The Senate just voted to save net neutrality! We have an uphill battle to fight in the House, but we can win. Here’s how:
This is huge. The US Senate just voted 52 to 47 to block the FCC’s repeal of net neutrality and restore protections that prevent Internet providers like Comcast and Verizon from controlling what we see and do online with censorship, throttling, and expensive new fees.
This vote is historic. And the fact that three Republican Senators ended up supporting it is a huge deal. Now we need to take the fight to the House of Representatives. Click here to contact your House members!
Lobbyists for big telecom companies are furious about the Senate vote today. They had hoped to use the “crisis” following the FCC repeal to ram through bad legislation that claimed to save net neutrality while permanently undermining it. Instead, we’ve got them playing defense, and you can tell they’re getting nervous.
Here’s the path forward: the Congressional Review Act (CRA) is somewhat of a blunt instrument. It allows our elected officials in Congress to overturn decisions made by federal agencies like the FCC with a simple majority vote in both houses. Assuming the CRA resolution passes the Senate today, we’ll need to immediately take the fight to the House of Representatives.
DC insiders and pundits claim that we’ll never get anywhere in the House. But … those are the same DC insiders that never thought we’d get a Senate vote today. Here’s how we can win:
In the House, we’ll need 218 lawmakers to sign on to a “discharge petition” in order to force a vote past leadership to the floor. That means we’ll need to convince all the Democrats, and about 25 Republicans, to support the CRA. And the clock is ticking — if the CRA resolution doesn’t get a vote this year, it dies when the new Congress comes into session.
Outside of Washington, DC, net neutrality is not a partisan issue. But with the Republicans in power, the big ISPs have been putting all of their eggs into that basket, spreading misinformationthat targets conservatives and trying to turn the net neutrality debate into a political circus. But we’re seeing cracks in that wall. Several Republican Senators have been openly considering voting for the CRA, while one of President Trump’s own high level advisors encouragedhim to support it should it arrive on his desk.
If we can seize the momentum around this Senate vote and mobilize massive pressure on the House, we could see a small landslide of Republican lawmakers who choose to side with their constituents rather than cast a vote against net neutrality just months before the midterms. Either way, we need to harness as much political power as we can coming out of this CRA fight to ensure that we’re negotiating from a place of strength in any future congressional debates on the issue.
We won’t have the benefit of a concrete deadline like we did with the Senate vote, so we’ll need to put tremendous pressure on individual House members, district by district, in order to get them to defy the ISPs and support the effort to restore net neutrality.

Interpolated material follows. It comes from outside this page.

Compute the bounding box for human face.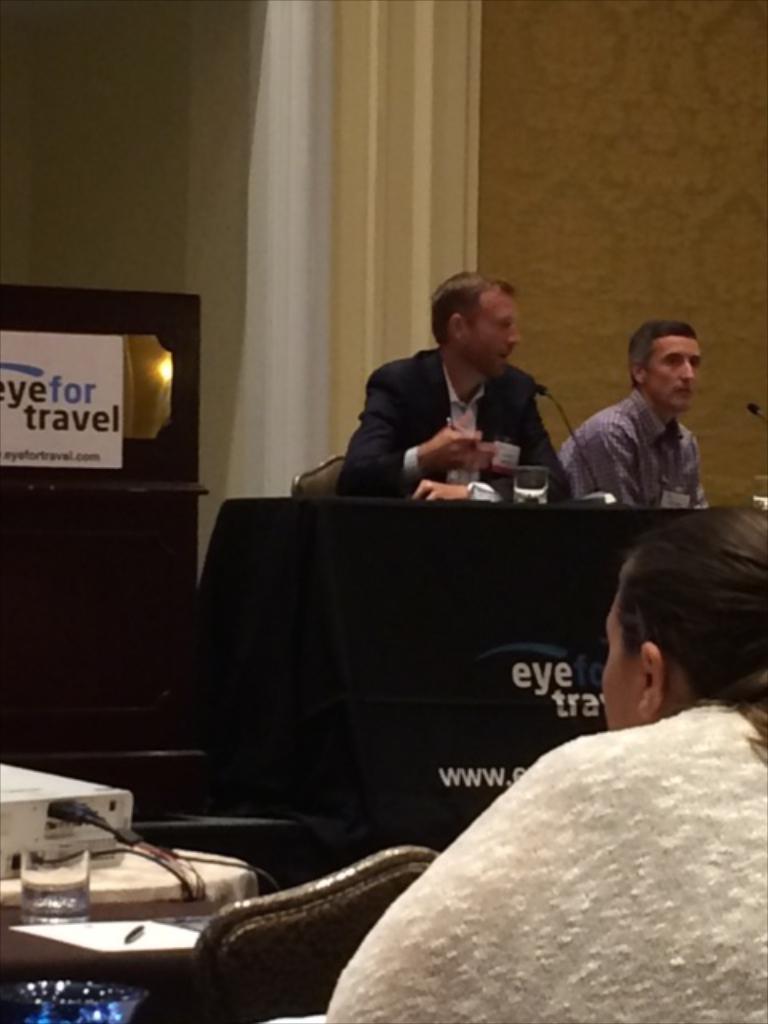
BBox(470, 278, 518, 371).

We’ve seen that pressure from local small businessesis perhaps the single most effective method of influencing Republican lawmakers, so we’ll have to continue doing that, but on an even greater scale.

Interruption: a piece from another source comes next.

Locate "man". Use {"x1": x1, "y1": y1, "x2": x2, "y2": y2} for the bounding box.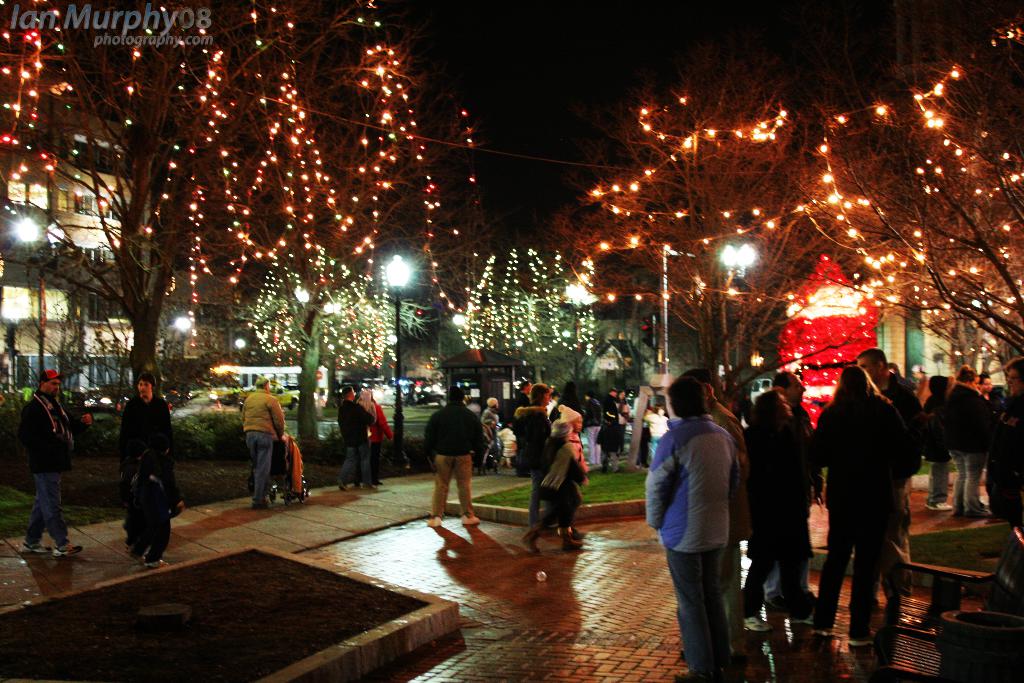
{"x1": 119, "y1": 370, "x2": 186, "y2": 573}.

That means we’re going to need a dedicated corps of volunteers, signal boosters, and people spreading the word over the next few months. We’ll need to organize in-person protests and events, call-in days, canvassing efforts, online actions, and more. We can’t sit back and hope that politicians and big companies save net neutrality. Its future is in our hands.
Okay, I know this is already getting long, but there’s one more thing I need everyone to understand. Last week, Ajit Pai announced that net neutrality rules will officially end on June 11th, that’s in less than one month. But the fight does not end that day. Not by a long shot.
When the FCC repeal goes into effect on June 11th, “the Internet as we know it” will not suddenly die. Nothing will happen right away. Shills for big telecom companies will immediately start saying “See? The sky didn’t fall, guess we never needed net neutrality in the first place.”
The big ISPs aren’t going to immediately start blocking websites or rolling out harmful paid prioritization scams. Not while Congress and the courts are still deliberating. Not while major states like California and New York are considering legislation. Not while they know the whole Internet is poised to attack as soon as they break the rules.
Even if the ISPs get their way in the end, the Internet’s death will be slow. You probably won’t even notice it happening at first. That’s what makes it so sinister. But over time, there will be less innovative startups, less choice and diversity of opinion online, less creativity, more centralization, less awesome. We’ll also lose one of the most important tools we have for exposing corruption, challenging tyranny, and holding the powerful accountable.
But we’re not going to let that happen. We’ve turned net neutrality into a mainstream issue for the first time ever. And now we’re building a movement to make sure that we protect it for generations to come. The fight ahead is not going to be easy, but victory is within reach.
Contact your members of Congress right now and tell them to support the CRA.